About Sébastien's Work
Sébastien Philippe is a nuclear security specialist exposing past harms and potential future risks from building, testing, and storing launch-ready nuclear weapons. Philippe draws on archival research, data modelling, and his training as a nuclear safety engineer to clarify the extent of human and environmental damage from nuclear tests and the risks associated with nuclear weapon modernization policies. He builds multidisciplinary collaborations to make his research accessible and useful to affected communities and policymakers.
Nuclear states such as the United States and France detonated hundreds of nuclear weapons in atmospheric tests. The fallout clouds from these tests exposed people in their paths to radiation that caused serious illnesses such as thyroid cancer and leukemia. Government assessments that obscure and, in some cases, purposefully hide the extent of radiation exposure have limited who is compensated for harms. Philippe conducted the first independent assessment of France’s nuclear weapons testing in French Polynesia between 1966 and 1996. He used information from newly declassified government reports, historical weather data, and atmospheric modelling to reconstruct fallout clouds’ paths and the radiation doses inflicted on people. His models showed that 10 times more people were exposed to significant radiation than the government reported. Philippe and collaborators present these findings in a book, Toxique (2021), and The Moruroa Files, a multimedia website with visualizations, declassified documents, and stories from affected individuals. Victims of radiation exposure have used this data when seeking reparations, and the French government was forced to amend its compensation practices. Philippe and collaborators’ examination of atmospheric tests in New Mexico and Nevada between 1945 and 1962 also revealed broader exposure than official records indicated. These results were used by advocates and members of the U.S. Congress to expand the parameters for compensation under the Radiation Exposure Compensation Act.
Philippe has also documented the risks inherent to the modernization of land-based nuclear weapons. Across the western United States, hundreds of nuclear missiles are deployed in fixed underground silos from which they can be launched at any time. The military argues that these missiles will act as a “nuclear sponge” to draw attacks to sparsely populated areas. Philippe used new simulator techniques and representative weather data to map the extensive radiation exposure that would result from such an event. In data visualizations, a short film, a podcast, and other materials on The Missiles on Our Land website, he and collaborators illustrate the widespread destruction that would be caused by a nuclear attack on the missile sites. Philippe’s research helps victims get justice and ensures that the full humanitarian costs of nuclear weapons are part of global security and nuclear policy discussions.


Your task - Locate the word "last" in the entries below, then gather every line that holds it.

Data extract -

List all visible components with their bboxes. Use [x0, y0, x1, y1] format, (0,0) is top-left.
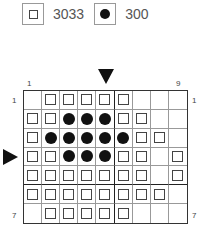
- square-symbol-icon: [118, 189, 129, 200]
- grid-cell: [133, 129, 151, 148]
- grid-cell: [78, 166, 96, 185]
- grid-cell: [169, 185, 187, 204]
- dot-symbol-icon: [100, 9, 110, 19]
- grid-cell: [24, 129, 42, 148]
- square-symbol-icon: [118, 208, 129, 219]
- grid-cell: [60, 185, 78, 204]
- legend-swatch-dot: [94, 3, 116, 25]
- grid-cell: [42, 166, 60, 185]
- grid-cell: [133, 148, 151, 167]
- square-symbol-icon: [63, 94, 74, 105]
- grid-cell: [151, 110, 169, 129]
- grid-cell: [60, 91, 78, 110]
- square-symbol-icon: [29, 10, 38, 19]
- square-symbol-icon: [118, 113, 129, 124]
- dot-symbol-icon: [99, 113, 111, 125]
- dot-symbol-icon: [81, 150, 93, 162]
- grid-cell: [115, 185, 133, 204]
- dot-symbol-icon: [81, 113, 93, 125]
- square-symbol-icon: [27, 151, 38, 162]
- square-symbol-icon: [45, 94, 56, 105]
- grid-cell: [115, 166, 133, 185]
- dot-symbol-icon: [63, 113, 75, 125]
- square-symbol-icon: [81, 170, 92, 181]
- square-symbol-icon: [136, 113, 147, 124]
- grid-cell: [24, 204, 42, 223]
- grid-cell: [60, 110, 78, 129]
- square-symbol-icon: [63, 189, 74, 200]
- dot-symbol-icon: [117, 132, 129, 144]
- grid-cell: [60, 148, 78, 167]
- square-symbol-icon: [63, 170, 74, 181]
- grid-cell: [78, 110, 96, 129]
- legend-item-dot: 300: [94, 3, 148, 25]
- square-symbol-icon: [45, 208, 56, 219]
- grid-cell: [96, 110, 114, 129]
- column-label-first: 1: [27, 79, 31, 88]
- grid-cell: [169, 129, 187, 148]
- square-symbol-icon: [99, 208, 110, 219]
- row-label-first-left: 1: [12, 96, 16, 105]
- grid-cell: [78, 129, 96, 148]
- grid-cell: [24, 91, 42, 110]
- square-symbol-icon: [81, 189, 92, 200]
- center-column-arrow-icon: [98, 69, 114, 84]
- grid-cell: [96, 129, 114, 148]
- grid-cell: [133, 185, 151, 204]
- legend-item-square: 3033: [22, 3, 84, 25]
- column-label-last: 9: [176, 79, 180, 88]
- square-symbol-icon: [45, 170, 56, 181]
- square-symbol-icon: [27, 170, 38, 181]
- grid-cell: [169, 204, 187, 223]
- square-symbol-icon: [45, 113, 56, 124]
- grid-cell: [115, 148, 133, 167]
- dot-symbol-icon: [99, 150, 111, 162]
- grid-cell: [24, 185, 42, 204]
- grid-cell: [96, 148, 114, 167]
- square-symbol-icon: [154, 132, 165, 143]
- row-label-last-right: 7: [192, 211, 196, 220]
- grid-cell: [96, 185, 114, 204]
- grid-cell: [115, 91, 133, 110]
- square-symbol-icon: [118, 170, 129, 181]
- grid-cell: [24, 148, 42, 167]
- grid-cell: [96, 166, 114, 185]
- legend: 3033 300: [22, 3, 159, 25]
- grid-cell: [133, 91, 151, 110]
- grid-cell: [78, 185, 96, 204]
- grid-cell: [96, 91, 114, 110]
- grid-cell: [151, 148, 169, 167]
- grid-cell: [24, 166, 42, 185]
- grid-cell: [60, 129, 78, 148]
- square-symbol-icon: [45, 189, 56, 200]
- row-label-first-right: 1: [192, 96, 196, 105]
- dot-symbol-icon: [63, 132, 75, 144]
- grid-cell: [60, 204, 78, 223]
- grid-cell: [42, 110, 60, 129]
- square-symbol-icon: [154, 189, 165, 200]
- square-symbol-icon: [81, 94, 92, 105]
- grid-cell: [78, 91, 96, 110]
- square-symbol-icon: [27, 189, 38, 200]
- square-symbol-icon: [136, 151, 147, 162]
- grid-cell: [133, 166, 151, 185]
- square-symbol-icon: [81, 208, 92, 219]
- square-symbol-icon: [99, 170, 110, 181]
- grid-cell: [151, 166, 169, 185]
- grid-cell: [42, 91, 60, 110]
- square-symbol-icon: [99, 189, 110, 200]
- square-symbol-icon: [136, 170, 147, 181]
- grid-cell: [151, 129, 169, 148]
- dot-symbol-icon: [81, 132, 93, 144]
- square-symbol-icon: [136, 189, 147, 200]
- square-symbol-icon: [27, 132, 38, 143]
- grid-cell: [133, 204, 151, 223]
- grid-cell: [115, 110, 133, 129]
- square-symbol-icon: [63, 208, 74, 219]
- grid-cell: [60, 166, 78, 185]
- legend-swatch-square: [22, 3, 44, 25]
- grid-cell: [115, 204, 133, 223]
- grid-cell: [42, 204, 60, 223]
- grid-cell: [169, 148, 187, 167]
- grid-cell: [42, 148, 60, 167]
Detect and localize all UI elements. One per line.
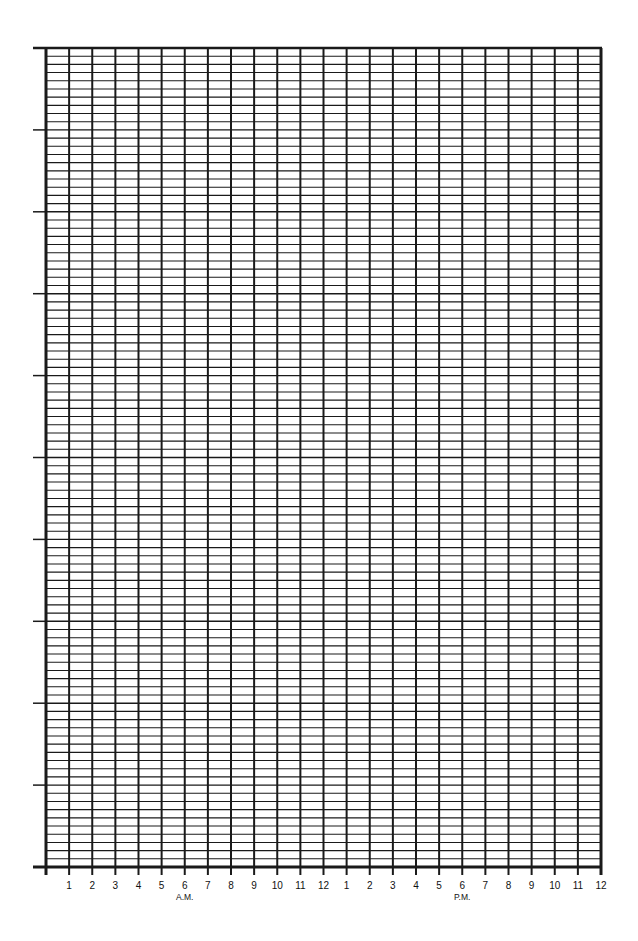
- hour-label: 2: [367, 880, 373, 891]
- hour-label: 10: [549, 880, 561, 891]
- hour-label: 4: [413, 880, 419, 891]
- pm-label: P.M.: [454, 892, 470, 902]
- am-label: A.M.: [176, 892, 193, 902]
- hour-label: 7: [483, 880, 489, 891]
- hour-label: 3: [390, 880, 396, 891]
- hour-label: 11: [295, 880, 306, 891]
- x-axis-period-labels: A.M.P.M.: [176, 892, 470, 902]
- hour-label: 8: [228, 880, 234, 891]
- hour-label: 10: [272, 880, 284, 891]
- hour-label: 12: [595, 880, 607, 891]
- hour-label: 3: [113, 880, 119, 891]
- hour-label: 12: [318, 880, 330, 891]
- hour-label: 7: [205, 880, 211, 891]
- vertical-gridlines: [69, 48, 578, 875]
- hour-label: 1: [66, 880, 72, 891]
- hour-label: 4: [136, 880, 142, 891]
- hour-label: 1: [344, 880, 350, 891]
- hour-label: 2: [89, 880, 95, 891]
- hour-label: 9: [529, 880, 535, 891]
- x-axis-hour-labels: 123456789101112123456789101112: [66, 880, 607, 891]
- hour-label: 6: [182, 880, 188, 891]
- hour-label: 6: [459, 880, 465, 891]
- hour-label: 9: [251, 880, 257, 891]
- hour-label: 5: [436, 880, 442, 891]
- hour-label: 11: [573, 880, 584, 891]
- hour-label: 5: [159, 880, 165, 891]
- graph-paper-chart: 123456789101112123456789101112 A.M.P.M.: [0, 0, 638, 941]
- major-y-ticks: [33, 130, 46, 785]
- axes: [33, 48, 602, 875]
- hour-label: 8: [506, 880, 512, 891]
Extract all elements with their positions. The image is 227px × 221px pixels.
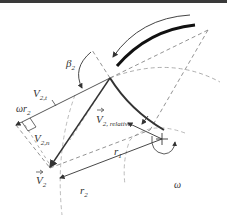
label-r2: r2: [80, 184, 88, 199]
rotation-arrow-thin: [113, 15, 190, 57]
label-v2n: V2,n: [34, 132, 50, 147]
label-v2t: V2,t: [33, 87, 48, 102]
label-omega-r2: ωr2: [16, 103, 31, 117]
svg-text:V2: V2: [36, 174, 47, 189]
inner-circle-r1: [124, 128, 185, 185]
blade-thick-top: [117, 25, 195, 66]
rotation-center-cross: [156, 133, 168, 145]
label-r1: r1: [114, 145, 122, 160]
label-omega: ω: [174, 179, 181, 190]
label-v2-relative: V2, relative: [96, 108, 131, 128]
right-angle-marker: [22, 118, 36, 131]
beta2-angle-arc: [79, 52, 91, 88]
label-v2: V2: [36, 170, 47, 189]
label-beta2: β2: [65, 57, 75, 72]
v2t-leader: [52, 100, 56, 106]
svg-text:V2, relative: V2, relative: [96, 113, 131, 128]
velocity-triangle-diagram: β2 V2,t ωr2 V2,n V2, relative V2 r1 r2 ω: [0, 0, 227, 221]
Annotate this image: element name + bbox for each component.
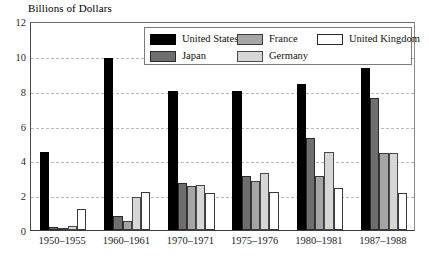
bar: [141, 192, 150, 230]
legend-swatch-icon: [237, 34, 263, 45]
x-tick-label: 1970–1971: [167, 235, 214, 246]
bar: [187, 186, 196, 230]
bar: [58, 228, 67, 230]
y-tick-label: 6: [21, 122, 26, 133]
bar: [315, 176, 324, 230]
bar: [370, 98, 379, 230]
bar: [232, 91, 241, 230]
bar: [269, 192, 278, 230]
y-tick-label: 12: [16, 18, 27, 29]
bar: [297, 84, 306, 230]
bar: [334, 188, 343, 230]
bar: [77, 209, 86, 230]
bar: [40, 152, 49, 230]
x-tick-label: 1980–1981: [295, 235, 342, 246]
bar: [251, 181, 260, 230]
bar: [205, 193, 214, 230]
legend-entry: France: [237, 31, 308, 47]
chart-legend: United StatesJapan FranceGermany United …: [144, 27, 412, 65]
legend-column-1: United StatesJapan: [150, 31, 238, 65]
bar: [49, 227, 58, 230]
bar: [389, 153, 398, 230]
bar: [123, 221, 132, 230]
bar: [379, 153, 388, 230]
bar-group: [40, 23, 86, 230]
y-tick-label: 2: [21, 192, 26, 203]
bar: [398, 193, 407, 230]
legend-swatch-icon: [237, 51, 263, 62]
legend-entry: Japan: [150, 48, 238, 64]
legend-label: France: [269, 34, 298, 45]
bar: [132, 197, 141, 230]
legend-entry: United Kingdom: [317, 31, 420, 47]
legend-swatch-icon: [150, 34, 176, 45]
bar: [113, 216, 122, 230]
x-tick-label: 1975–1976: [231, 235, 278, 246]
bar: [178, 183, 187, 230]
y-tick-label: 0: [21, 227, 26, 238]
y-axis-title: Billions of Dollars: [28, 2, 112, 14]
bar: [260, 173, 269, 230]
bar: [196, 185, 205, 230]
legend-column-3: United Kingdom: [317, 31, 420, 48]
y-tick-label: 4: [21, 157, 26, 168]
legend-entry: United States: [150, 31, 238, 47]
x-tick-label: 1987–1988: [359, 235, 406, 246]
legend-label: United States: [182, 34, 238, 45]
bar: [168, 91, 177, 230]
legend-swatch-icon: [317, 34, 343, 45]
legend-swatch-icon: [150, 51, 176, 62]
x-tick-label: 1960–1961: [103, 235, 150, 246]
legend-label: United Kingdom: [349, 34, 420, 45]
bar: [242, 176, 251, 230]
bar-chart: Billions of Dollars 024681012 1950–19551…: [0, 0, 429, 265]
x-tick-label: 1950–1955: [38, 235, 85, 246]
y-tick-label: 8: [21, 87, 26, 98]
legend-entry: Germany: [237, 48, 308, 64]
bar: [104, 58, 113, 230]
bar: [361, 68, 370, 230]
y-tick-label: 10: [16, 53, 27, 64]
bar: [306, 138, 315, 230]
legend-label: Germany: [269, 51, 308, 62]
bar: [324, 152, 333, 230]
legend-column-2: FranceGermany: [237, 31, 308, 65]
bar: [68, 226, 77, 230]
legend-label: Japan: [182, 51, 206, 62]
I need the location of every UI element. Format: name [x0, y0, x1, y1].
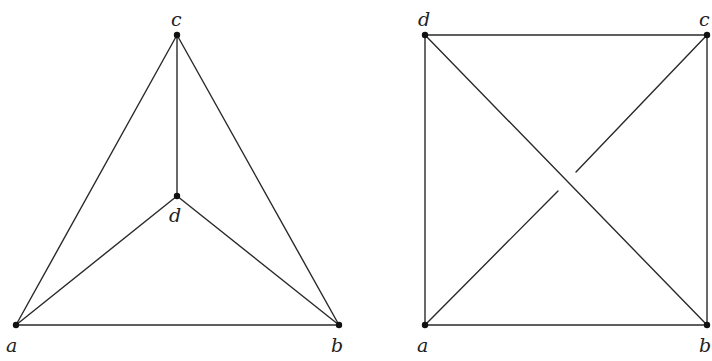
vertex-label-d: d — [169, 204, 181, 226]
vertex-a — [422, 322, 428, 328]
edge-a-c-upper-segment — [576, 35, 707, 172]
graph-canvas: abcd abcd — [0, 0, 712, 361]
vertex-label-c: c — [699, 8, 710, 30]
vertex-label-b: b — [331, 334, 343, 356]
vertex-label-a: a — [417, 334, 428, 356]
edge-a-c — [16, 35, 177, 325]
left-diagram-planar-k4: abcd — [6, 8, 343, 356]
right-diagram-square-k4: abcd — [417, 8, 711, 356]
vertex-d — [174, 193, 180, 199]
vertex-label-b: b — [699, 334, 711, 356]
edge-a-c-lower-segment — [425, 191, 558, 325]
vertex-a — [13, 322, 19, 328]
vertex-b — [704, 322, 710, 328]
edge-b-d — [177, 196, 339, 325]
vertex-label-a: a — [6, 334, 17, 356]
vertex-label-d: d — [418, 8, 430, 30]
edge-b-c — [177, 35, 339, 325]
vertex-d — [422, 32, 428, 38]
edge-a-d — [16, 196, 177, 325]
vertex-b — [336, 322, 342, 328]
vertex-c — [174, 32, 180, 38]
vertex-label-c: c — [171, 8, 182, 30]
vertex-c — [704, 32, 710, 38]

Written solution -
- column-label-last: 9: [176, 79, 180, 88]
- row-label-last-right: 7: [192, 211, 196, 220]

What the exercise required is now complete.